You will need to know a little bit of Physics to become fully persuaded by this line of reasoning. No - I lie. You will need to know a LOT of Physics.
But I will endeavour to make it understandable to the lay person who wants to understand at least what this line of reasoning consists of.
Could the Universe go backwards? |
Interactions of individual particles in a thermodynamic body, whether solid, liquid, gas, or plasma, are individually Newtonian and hence time-reversible. Individually, you can run each collision backwards without violating any physics. From strictly a Newtonian point of view, all processes in the universe should be totally reversible. This is the very reason, when you think about it, why many people are wedded to the idea of Determinism and feel that all future states of the universe are pre-determined by the initial state.
However, Entropy destroys information. This makes Thermodynamic processes basically irreversible. A large collection of particles, each interacting in strictly Newtonian fashion, can only proceed in the forward direction of time without violating basic Thermodynamic physics. Why is this?
The reason for this is fundamentally statistical: higher-entropy states are vastly, ridiculously more probable than lower-entropy states simply because there are so vastly many more of them. (Entropy is essentially a statistic which measures the degree to which energy in a system is evenly distributed throughout the system.) The probability is overwhelmingly that in any given transition from one state to another through the cumulative effect of countless Newtonian interactions of countless particles, that transition will be from a relatively rare lower entropy state to a relatively more abundant higher entropy state. Note also that many higher-entropy states are physically indistinguishable from one another. Going backwards even one step is just so ridiculously improbable such that it literally could never happen in the entire lifetime of a universe.
So, putting these two concepts of physics together, if we start from some initial state and roll time forward, each collision, each trajectory, each vibration of each particle perfectly obeying reversible Newtonian physics, following the laws of Thermodynamics we inevitably reach states of higher and higher entropy. At some point let us decide to stop the video and run time backwards, supposing we were able to magically do this - say perhaps in a simulation.
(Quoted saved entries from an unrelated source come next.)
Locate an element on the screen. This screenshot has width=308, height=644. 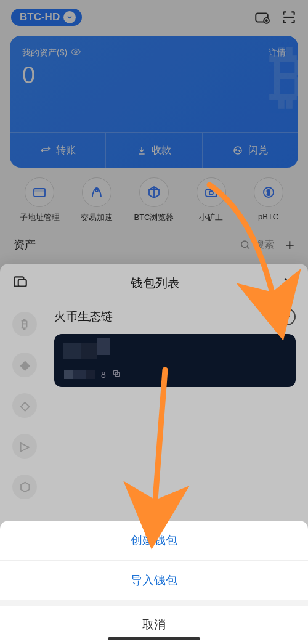
create-wallet-label: 创建钱包 is located at coordinates (154, 540).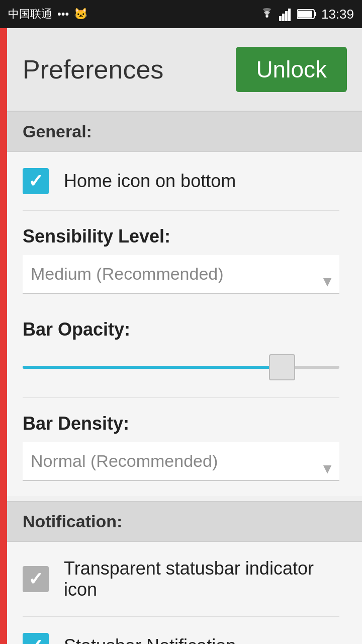 This screenshot has height=644, width=362. What do you see at coordinates (181, 579) in the screenshot?
I see `transparent-statusbar-row: ✓ Transparent statusbar indicator icon` at bounding box center [181, 579].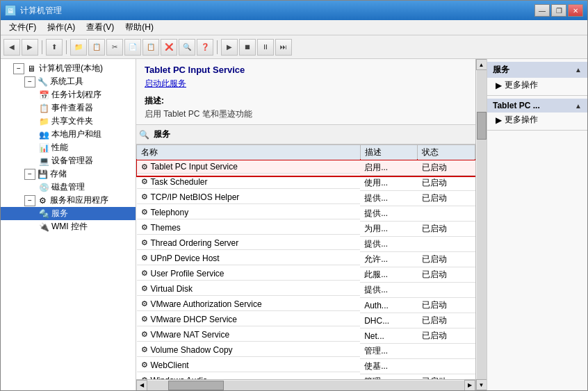  What do you see at coordinates (115, 47) in the screenshot?
I see `show-button: ✂` at bounding box center [115, 47].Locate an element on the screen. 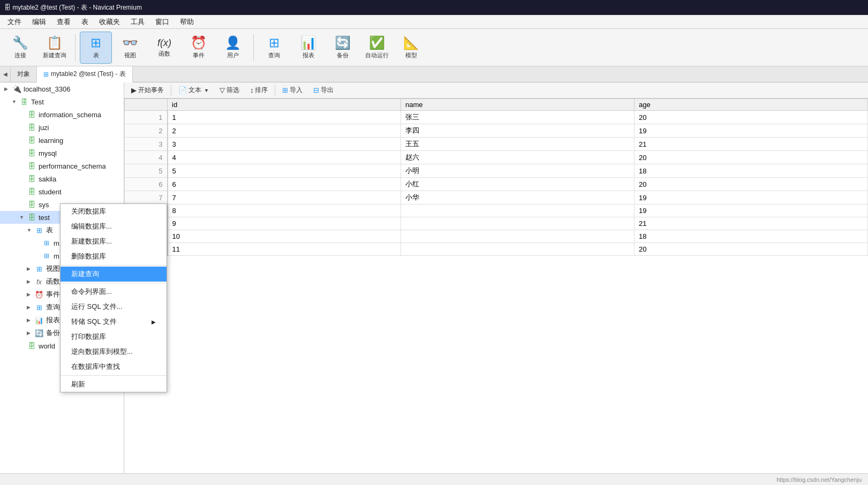 The width and height of the screenshot is (868, 485). cell-name-7: 小华 is located at coordinates (518, 198).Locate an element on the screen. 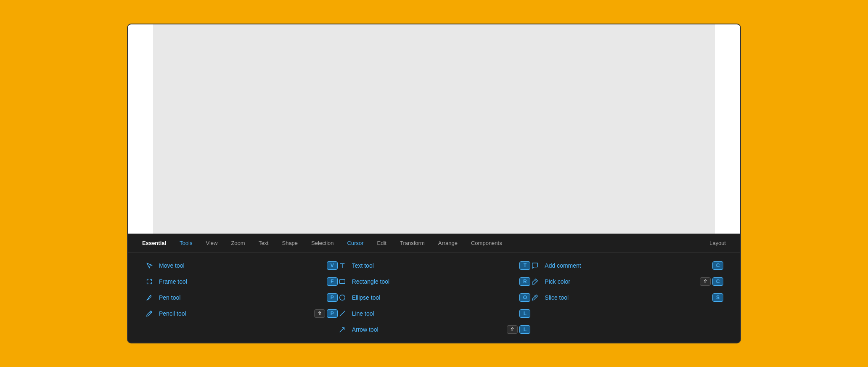 The image size is (868, 367). move-key-v: V is located at coordinates (332, 266).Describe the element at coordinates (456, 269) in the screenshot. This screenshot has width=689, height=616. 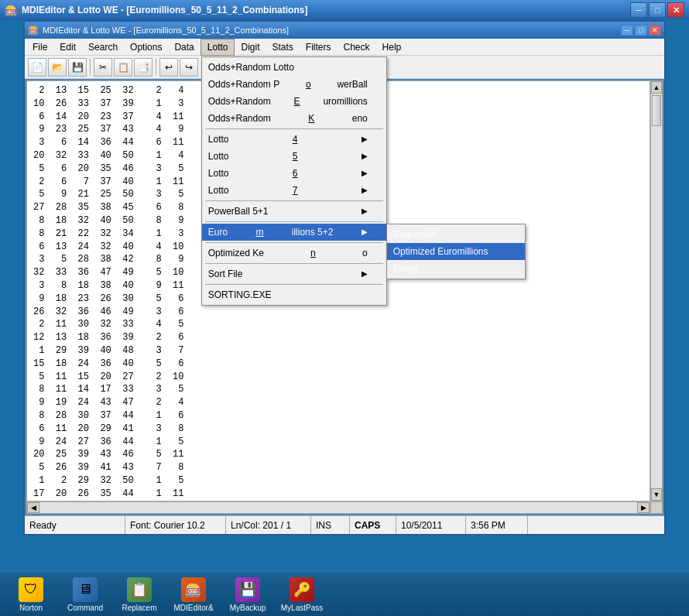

From that higher entropy state, if we attempt to run the clock backwards and get back to the initial state of the system, we find that the information about that state has been lost - destroyed actually - by Entropy, and we will not be able to find that initial state again. Even if artificially forcing the system into impossibly lower and lower entropy states, what we find is that although we manage to wrangle the system back into some minimum-entropy state, it is not the SAME minimum-entropy state that we started out in. We do not get the initial conditions back again - the initial conditions that were supposedly deterministic of all future states of the system.
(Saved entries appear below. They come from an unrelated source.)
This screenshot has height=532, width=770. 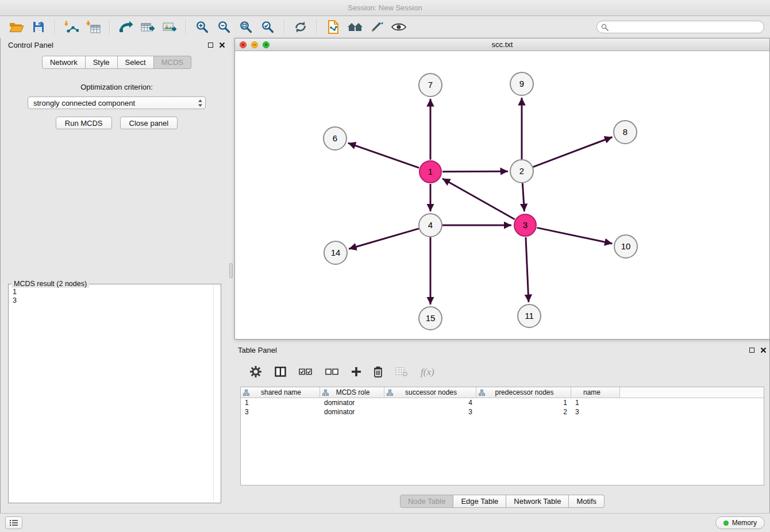 What do you see at coordinates (399, 27) in the screenshot?
I see `show-hide-graphics-button` at bounding box center [399, 27].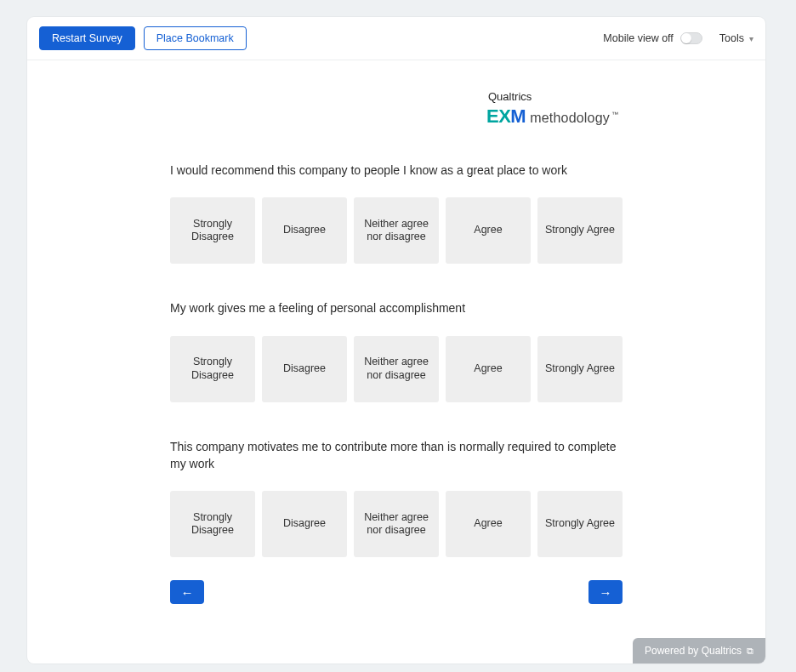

If you can get to the same or an indistinguishable higher entropy state from any number of initial states, and if the individual interactions are time-reversible, and by reversing time we do not get back to the one initial state because the information about that state has been erased by entropy, then that means that either initial states of thermodynamic systems are NOT deterministic of all future states, or that Thermodynamics is wrong.
And Thermodynamics is demonstrably not wrong.
To summarize the case against Determinism by Physics:
- The N-Body System is ultimately chaotic and any given future state is in no way inevitable whether by initial-state ambiguity or by non-inevitable system perturbations. By what means? Perhaps ultimately by the stochastic Gravitational Wave noise from the Big Bang itself that permeates the universe. Any infinitesimal perturbation of a chaotic system is all it takes to tip it into a wildly divergent state trajectory over time.
- Thermodynamic systems are never Deterministic on a microscopic scale because initial-state information is erased by Entropy and is thereafter irrelevant and non-determining of subsequent states.
- Finally, at the Quantum level Determinism doesn't stand a chance; even Causality has issues and must be regarded as at best an emergent property of more complex, large-scale physics. The initial state of the universe at the Big Bang cannot be understood without Quantum Physics plus some other stuff we don't even know about yet, meaning that the initial state itself must have been ambiguous and undetermined, and subsequent states were random rather than causal consequences of that state.
In the end, Determinism from Physics is a purely speculative nonsense concept and is not a real feature of this universe. Do Not base anything you think, including any conclusions about Free Will, on the nonexistent error known as Determinism. Nothing is inevitable here except perhaps Entropy.